On the one hand, Finance Minister Trevor Manuel has said that there will be no change to macroeconomic policy. On the other hand, by threatening fundamental policy shifts, Cosatu and the SACP are manoeuvring the ANC to favour their own members and to ignore the right to work of the unemployed. That is reflected in the ANC's election manifesto, which envisages all sorts of new interventionist mandates for the Reserve Bank, and places tighter restrictions on the labour market. This means that more and more people will be unemployed.
Motlanthe must rise above these internal squabbles and indicate clearly what instruments, in terms of fiscal and monetary policy, we can use to offset the worst effects of the global crisis.
Finally, the President must focus on the problems in our education system, and start providing solutions.
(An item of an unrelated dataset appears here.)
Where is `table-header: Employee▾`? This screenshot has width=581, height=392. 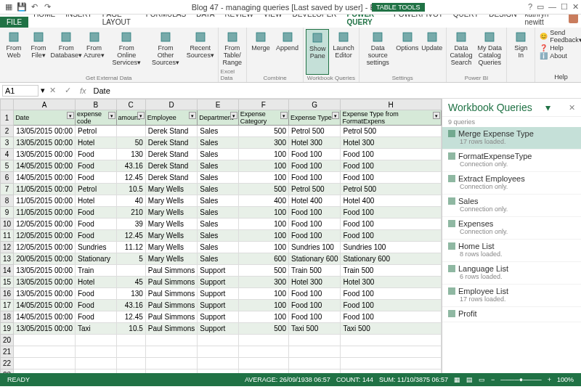 table-header: Employee▾ is located at coordinates (171, 118).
It is all very well for the theme of this year's State of the Nation address to be "entrenching people-centred democracy in achieving development goals", but unless we start producing literate and numerate school-leavers, the majority will never have the opportunities they need to fulfill their potential and build a better future.
President Motlanthe must take the nation into his confidence and address these issues frankly and fearlessly. By doing so, he will demonstrate that his loyalty lies with the people of South Africa rather than with the ruling clique of ANC. And that is also why he would be showing good faith if he told the voters of South Africa when they can expect to vote in the most crucial election since 1994.